Trying to understand how to use variables and if I am using them correctly

I am currently working through a project where I am given a long list of profiles. I am specifically searching for profiles that have the tag “archived:true”. I have my API call and can see the flag. I have saved my results to an environmental variable. But I am unsure/confused how I can then use the variable to parse for only the IDs that are “archived:true”. Any thoughts would be appreciated

Can you please show an example response?

You can trim it to three records if the response is large.

The way I would do this is filter on the response first before saving it to an environment variable.

Postman uses JavaScript under the hood, so you can use the JavaScript filter function or you can also use the Lodash library which is available in the sandbox.

Hey @zperk11, welcome!

Since I don’t know the exact shape of the response, I’ll do a best guess for the code you’re looking for. In a post-response script in your request that returns the profile list, you can do something like this, assuming there’s a property called profiles in the response.

const data = pm.response.json();

// Find the archived profiles
const archivedProfiles = data.profiles.filter(p => p.archived === true);

// Save the archived profiles to an env variable
pm.environment.set('archivedProfiles', JSON.stringify(archivedProfiles));

Then in a subsequent request, you can get your list of profiles by accessing that variable and parsing the data from it, likely in a pre-request script.

const archivedProfiles = JSON.parse(pm.environment.get('archivedProfiles'));

// Get the first one, if you want
const profile = archivedProfiles.pop();

// Save the profile list without the profile you just popped
pm.environment.set('archivedProfiles', JSON.stringify(archivedProfiles));

Hopefully that helps! If you’re trying to do something else, please let me know.

Slightly off topic, but doesn’t pop() return the last element of the array.

JavaScript Array pop() Method

shift() returns the first element (which I use a lot to control sendRequest loops).

JavaScript Array shift() Method

Hi Allen thanks for the response.

After doing my get call I get a response like

ID
UID
NAME
PROFILE TYPE
archived: true or obviously could be false

Each time I try to filter using let archivedids=total users.filter(id =>id.archived === true);

I get that totalusers.filter is not a function. At this point I just want to return IDs that are archived = true. Then I can worry about the rest later

Yup, you’re right. :+1:

Order probably doesn’t matter in this case since he’s likely processing all of the profiles, but yes - pop removes the last item in the array.

Where does totalusers come from? It’s giving you that error because that variable is not an array.

Would you be able to send a screenshot of your request in Postman or copy/paste the response? From your last message, it looks like the GET call is only returning a single profile? If that’s the case, then you’d modify to something like this because you’re likely iterating over the GET for every profile.

let totalUsers = pm.environment.get('totalUsers');
if(!totalUsers) {
  totalUsers = [];
} else {
  totalUsers = JSON.parse(totalUsers);
}

const data = pm.response.json();
if(data.archived) {
  totalUsers.push(data.id);
}

pm.environment.set('totalUsers', JSON.stringify(totalUsers));

This is why we ask for example responses.

We need to see the JSON response to accurately provide example code.

Otherwise its a lot of guess work and assumptions and invariably won’t work.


#### Exercise directions
Every line below that holds the string "United" should be copied out.

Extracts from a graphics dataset
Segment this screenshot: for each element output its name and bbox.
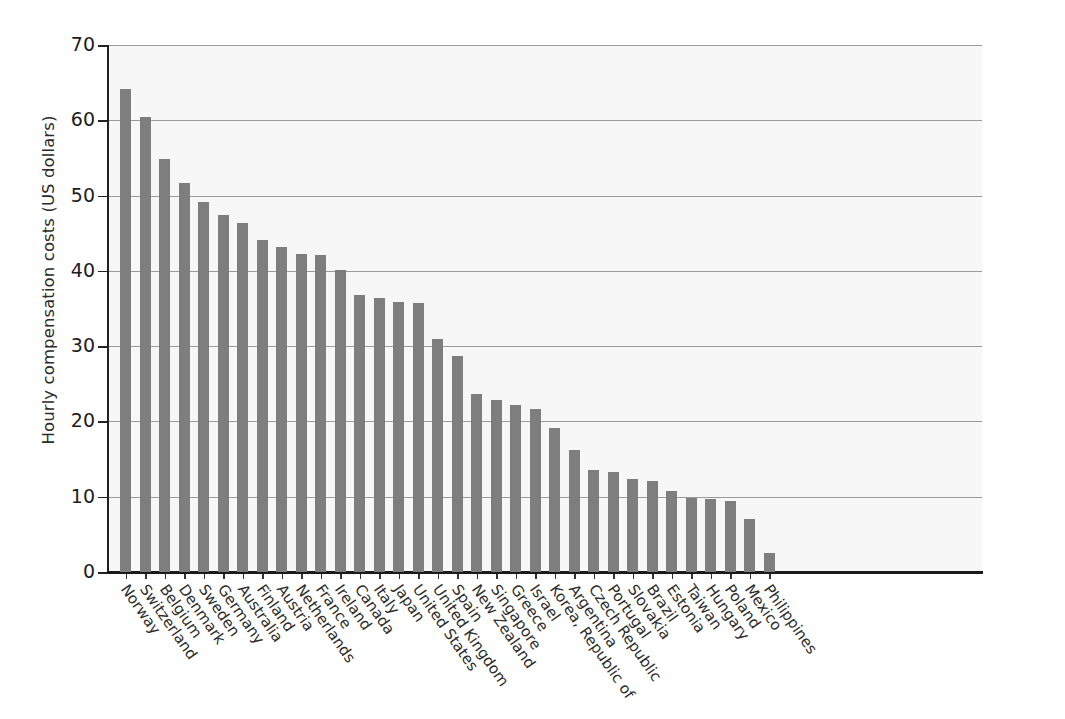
bar xyxy=(647,481,658,572)
x-tick-mark xyxy=(165,574,167,579)
x-tick-mark xyxy=(613,574,615,579)
x-axis-category-label: Spain xyxy=(449,582,485,625)
x-axis-category-label: United States xyxy=(410,582,481,674)
bar xyxy=(237,223,248,572)
bar xyxy=(218,215,229,572)
x-axis-category-label: United Kingdom xyxy=(429,582,510,689)
x-axis-category-label: Japan xyxy=(390,582,426,625)
y-tick-label: 50 xyxy=(53,186,95,205)
y-tick-label: 20 xyxy=(53,411,95,430)
x-axis-category-label: Singapore xyxy=(488,582,544,653)
x-axis-category-label: Sweden xyxy=(195,582,241,639)
bar xyxy=(413,303,424,572)
x-axis-category-label: Hungary xyxy=(702,582,751,643)
x-axis-category-label: Switzerland xyxy=(137,582,199,662)
x-axis-category-label: Slovakia xyxy=(624,582,672,642)
bar xyxy=(471,394,482,572)
bar xyxy=(491,400,502,572)
bar xyxy=(764,553,775,572)
x-axis-category-label: Netherlands xyxy=(293,582,358,666)
bar xyxy=(257,240,268,572)
x-axis-category-label: Belgium xyxy=(156,582,204,641)
x-tick-mark xyxy=(145,574,147,579)
bar-chart-figure: Hourly compensation costs (US dollars) 0… xyxy=(0,0,1065,719)
bar xyxy=(452,356,463,572)
y-tick-label: 0 xyxy=(53,562,95,581)
bar xyxy=(354,295,365,572)
y-tick-label: 60 xyxy=(53,110,95,129)
bar xyxy=(510,405,521,572)
x-axis-category-label: Taiwan xyxy=(683,582,725,632)
y-tick-mark xyxy=(98,346,107,348)
x-tick-mark xyxy=(633,574,635,579)
x-axis-category-label: New Zealand xyxy=(468,582,537,671)
x-tick-mark xyxy=(535,574,537,579)
y-tick-mark xyxy=(98,421,107,423)
x-tick-mark xyxy=(691,574,693,579)
y-tick-mark xyxy=(98,45,107,47)
x-tick-mark xyxy=(672,574,674,579)
bar xyxy=(725,501,736,572)
x-tick-mark xyxy=(516,574,518,579)
x-axis-category-label: Australia xyxy=(234,582,284,645)
x-tick-mark xyxy=(184,574,186,579)
x-axis-category-label: Greece xyxy=(507,582,550,634)
x-axis-category-label: Germany xyxy=(215,582,267,647)
bar xyxy=(393,302,404,572)
x-tick-mark xyxy=(769,574,771,579)
bar xyxy=(432,339,443,572)
x-tick-mark xyxy=(360,574,362,579)
x-axis-category-label: Ireland xyxy=(332,582,374,633)
x-tick-mark xyxy=(711,574,713,579)
x-axis-category-label: Brazil xyxy=(644,582,680,625)
y-tick-label: 10 xyxy=(53,487,95,506)
x-tick-mark xyxy=(438,574,440,579)
bar xyxy=(569,450,580,572)
y-tick-label: 30 xyxy=(53,336,95,355)
x-tick-mark xyxy=(340,574,342,579)
bar xyxy=(120,89,131,572)
x-axis-category-label: Norway xyxy=(117,582,162,637)
bar xyxy=(549,428,560,572)
bar xyxy=(744,519,755,572)
x-axis-category-label: Portugal xyxy=(605,582,653,641)
x-axis-category-label: Israel xyxy=(527,582,563,624)
bar xyxy=(627,479,638,572)
x-tick-mark xyxy=(574,574,576,579)
bar xyxy=(296,254,307,572)
y-tick-mark xyxy=(98,497,107,499)
bar-series xyxy=(108,45,982,572)
bar xyxy=(374,298,385,572)
x-axis-category-label: Philippines xyxy=(761,582,820,657)
x-tick-mark xyxy=(262,574,264,579)
bar xyxy=(686,498,697,572)
x-tick-mark xyxy=(223,574,225,579)
x-axis-category-label: Estonia xyxy=(663,582,707,636)
x-axis-category-label: Argentina xyxy=(566,582,620,651)
x-tick-mark xyxy=(594,574,596,579)
x-tick-mark xyxy=(418,574,420,579)
x-tick-mark xyxy=(379,574,381,579)
bar xyxy=(315,255,326,572)
x-tick-mark xyxy=(457,574,459,579)
x-tick-mark xyxy=(282,574,284,579)
x-axis-category-label: Italy xyxy=(371,582,402,617)
bar xyxy=(140,117,151,572)
bar xyxy=(608,472,619,572)
y-tick-mark xyxy=(98,120,107,122)
x-tick-mark xyxy=(730,574,732,579)
bar xyxy=(335,270,346,572)
x-tick-mark xyxy=(555,574,557,579)
x-axis-category-label: Finland xyxy=(254,582,297,635)
bar xyxy=(198,202,209,572)
x-axis-category-label: Poland xyxy=(722,582,763,632)
bar xyxy=(530,409,541,572)
bar xyxy=(588,470,599,572)
y-tick-mark xyxy=(98,572,107,574)
y-tick-label: 70 xyxy=(53,35,95,54)
x-tick-mark xyxy=(750,574,752,579)
x-tick-mark xyxy=(399,574,401,579)
x-axis-category-label: Korea, Republic of xyxy=(546,582,636,702)
x-tick-mark xyxy=(652,574,654,579)
x-axis-category-label: Austria xyxy=(273,582,316,634)
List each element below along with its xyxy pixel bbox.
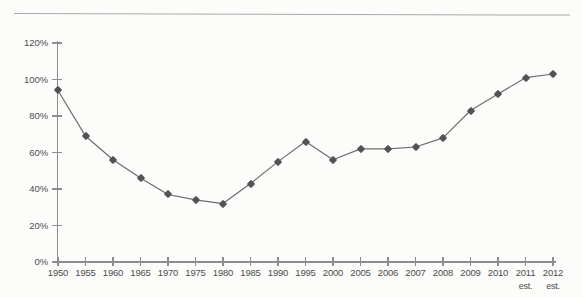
chart-page: 0%20%40%60%80%100%120% 19501955196019651… bbox=[0, 0, 582, 297]
series-line bbox=[0, 0, 582, 297]
line-chart: 0%20%40%60%80%100%120% 19501955196019651… bbox=[0, 0, 582, 297]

#### Final answer
x-axis-category-label: United States xyxy=(410,582,481,674)
x-axis-category-label: United Kingdom xyxy=(429,582,510,689)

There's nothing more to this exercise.